Dudi Appleton

David Jeremy Nicholas Appleton (born 1969 in Belfast, Northern Ireland) is a journalist and film director. His mother is of Israeli origin and his father was to become Chief Crown Prosecutor of Northern Ireland.[1]

Appleton attended Rockport Prep School in Holywood, County Down and then Campbell College in Belfast before attending Jesus College, Oxford, where he read English.

Dudi, as he has been known since a child, attended Central Acting School in London. Though he acted in plays and film, he was more attracted to writing, where he became a travel journalist for The Standard, The Guardian and The Daily Telegraph broadsheets.Teletraph article http://www.thisislondon.co.uk/promotions/article-917623-jumbos-and-trunk-roads.do]

Working with his Oxford companion Jim Keeble, who had moved into writing books, they began writing film scripts. The first which was filmed was A Sort Of Homecoming (1994) which was a short based and filmed in Strangford Lough in County Down.{{*Teletraph article }} As they continued to write scripts, Appleton wished to direct a full length feature. In 1999 they made The Most Fertile Man in Ireland, for which he would later win the HBO Comedy award in Colorado for best director, awarded to Appleton by Billy Crystal.[1]

He has since been writing scripts for Disney, Miramax, Warner Brothers and Scott Free and has worked with directors such as Oliver Stone and Ridley Scott developing adaptations and screenplays.[2]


» **Work task**: Please restate, word for word, the lines below that begin at the one with "Where is each" and end at the one with "What elements are". Leave out all other lines.

Dataset entries:
= = = = = = =

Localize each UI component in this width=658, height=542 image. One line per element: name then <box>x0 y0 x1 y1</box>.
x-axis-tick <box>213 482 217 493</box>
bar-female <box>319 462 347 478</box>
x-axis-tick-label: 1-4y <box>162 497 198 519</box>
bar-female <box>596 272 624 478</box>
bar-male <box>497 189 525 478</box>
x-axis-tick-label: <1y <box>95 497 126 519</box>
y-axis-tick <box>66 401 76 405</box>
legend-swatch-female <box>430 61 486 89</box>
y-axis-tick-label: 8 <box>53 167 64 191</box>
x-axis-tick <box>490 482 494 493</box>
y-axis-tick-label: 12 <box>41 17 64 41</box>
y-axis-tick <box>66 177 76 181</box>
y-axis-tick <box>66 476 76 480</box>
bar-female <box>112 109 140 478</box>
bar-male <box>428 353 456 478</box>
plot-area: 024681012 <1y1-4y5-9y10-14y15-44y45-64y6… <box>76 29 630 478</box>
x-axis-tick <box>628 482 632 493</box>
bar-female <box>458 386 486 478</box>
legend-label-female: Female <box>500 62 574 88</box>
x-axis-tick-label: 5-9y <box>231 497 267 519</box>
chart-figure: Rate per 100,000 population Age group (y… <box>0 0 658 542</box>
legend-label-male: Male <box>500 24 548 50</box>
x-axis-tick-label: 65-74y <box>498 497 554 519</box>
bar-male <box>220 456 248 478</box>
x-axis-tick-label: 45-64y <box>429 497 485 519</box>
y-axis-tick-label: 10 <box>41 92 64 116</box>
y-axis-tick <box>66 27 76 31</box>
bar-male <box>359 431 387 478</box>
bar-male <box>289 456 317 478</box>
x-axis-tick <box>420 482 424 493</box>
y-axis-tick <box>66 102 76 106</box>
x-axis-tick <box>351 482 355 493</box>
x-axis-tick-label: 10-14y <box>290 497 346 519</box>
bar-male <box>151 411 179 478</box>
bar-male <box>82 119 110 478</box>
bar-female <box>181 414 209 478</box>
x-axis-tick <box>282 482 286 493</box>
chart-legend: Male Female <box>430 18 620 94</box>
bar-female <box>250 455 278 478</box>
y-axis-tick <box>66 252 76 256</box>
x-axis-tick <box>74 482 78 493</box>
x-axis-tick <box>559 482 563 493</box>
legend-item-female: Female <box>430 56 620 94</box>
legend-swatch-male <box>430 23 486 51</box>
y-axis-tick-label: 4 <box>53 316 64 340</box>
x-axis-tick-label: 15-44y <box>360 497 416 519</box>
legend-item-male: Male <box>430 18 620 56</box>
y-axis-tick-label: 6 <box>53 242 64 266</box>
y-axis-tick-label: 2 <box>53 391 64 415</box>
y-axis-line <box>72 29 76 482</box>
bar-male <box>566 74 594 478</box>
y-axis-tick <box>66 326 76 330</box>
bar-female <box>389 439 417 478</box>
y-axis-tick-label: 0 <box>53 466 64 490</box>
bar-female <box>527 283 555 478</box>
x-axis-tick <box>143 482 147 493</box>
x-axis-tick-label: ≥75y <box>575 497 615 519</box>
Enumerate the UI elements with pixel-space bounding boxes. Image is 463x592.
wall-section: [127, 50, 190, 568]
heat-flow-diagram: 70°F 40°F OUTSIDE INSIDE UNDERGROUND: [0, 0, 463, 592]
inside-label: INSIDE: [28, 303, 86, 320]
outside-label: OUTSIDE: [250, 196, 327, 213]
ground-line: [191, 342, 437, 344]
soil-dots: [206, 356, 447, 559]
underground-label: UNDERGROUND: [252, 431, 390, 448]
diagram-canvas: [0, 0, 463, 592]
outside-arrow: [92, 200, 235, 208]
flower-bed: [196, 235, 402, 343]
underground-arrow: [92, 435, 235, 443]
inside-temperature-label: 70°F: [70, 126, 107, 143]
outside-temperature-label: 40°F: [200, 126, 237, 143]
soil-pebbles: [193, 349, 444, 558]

= = = = = = =

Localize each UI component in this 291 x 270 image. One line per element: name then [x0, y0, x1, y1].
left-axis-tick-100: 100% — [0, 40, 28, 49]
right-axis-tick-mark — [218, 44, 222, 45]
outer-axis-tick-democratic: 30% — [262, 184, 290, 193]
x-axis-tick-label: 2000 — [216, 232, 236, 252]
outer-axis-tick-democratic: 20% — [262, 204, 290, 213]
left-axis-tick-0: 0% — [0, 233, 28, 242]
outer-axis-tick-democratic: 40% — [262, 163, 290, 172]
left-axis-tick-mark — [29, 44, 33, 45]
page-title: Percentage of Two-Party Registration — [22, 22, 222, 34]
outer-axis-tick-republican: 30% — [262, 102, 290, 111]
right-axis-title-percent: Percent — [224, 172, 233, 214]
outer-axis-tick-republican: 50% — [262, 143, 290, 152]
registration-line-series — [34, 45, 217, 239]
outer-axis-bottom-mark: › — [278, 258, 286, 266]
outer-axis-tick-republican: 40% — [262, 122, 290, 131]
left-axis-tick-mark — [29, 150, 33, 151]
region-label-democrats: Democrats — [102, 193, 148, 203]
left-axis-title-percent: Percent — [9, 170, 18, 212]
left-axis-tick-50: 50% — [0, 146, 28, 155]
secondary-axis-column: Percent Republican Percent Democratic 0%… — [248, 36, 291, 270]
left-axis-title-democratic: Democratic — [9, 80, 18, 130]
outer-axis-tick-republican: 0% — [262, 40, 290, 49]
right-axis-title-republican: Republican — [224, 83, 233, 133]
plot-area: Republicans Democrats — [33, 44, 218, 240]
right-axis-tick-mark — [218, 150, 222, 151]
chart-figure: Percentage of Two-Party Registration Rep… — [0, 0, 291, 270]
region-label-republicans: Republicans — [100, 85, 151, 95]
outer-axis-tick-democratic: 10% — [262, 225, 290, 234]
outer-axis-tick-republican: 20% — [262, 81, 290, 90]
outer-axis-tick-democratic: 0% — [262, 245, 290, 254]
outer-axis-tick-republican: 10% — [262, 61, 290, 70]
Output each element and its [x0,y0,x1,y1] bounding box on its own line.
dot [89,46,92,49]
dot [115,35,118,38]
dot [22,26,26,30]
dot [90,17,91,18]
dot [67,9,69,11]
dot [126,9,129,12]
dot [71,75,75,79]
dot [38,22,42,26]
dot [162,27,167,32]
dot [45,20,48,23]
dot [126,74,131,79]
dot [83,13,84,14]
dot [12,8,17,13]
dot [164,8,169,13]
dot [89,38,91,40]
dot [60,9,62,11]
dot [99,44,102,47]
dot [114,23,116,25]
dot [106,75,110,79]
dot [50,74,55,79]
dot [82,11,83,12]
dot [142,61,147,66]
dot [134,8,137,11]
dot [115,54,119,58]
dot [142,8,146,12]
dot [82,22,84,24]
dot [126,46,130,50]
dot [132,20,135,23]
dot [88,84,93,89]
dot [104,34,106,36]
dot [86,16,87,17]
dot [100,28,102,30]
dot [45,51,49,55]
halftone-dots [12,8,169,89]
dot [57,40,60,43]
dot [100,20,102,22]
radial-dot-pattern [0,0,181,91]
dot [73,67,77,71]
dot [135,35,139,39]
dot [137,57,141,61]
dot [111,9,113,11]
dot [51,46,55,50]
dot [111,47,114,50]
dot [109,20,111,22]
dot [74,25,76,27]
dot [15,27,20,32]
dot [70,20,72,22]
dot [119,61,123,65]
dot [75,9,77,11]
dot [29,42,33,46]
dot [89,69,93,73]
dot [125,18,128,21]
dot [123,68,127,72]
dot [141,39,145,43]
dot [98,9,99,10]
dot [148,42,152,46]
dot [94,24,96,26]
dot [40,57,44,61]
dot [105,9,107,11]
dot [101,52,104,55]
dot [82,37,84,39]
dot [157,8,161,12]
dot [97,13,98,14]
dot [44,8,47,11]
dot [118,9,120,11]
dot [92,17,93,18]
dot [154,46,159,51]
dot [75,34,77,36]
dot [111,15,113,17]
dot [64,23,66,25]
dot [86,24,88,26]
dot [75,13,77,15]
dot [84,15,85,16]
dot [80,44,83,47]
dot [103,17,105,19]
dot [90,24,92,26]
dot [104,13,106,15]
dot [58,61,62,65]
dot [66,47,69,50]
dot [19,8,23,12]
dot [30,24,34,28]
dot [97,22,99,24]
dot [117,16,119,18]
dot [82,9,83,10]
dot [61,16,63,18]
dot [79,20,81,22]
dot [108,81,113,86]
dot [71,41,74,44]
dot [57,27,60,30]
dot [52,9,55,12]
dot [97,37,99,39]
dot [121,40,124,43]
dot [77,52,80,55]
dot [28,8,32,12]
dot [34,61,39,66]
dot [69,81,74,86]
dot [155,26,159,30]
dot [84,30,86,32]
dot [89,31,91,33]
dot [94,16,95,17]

= = = = = = =

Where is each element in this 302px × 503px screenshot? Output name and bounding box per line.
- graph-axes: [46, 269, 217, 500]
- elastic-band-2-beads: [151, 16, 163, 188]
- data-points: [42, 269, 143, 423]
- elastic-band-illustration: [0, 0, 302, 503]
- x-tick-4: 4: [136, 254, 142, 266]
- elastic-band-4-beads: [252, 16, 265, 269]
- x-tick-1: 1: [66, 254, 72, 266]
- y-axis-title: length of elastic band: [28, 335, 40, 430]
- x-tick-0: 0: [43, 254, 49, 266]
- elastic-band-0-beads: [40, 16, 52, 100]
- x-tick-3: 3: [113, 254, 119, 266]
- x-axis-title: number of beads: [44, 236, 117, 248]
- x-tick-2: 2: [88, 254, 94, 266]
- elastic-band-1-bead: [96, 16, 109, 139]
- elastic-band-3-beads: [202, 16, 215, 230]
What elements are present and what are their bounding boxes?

= = = = = = =

» **Your response**:
Where is each element in this 302px × 503px screenshot? Output name and bounding box per line.
- graph-axes: [46, 269, 217, 500]
- elastic-band-2-beads: [151, 16, 163, 188]
- data-points: [42, 269, 143, 423]
- elastic-band-illustration: [0, 0, 302, 503]
- x-tick-4: 4: [136, 254, 142, 266]
- elastic-band-4-beads: [252, 16, 265, 269]
- x-tick-1: 1: [66, 254, 72, 266]
- y-axis-title: length of elastic band: [28, 335, 40, 430]
- x-tick-0: 0: [43, 254, 49, 266]
- elastic-band-0-beads: [40, 16, 52, 100]
- x-tick-3: 3: [113, 254, 119, 266]
- x-axis-title: number of beads: [44, 236, 117, 248]
- x-tick-2: 2: [88, 254, 94, 266]
- elastic-band-1-bead: [96, 16, 109, 139]
- elastic-band-3-beads: [202, 16, 215, 230]
What elements are present and what are their bounding boxes?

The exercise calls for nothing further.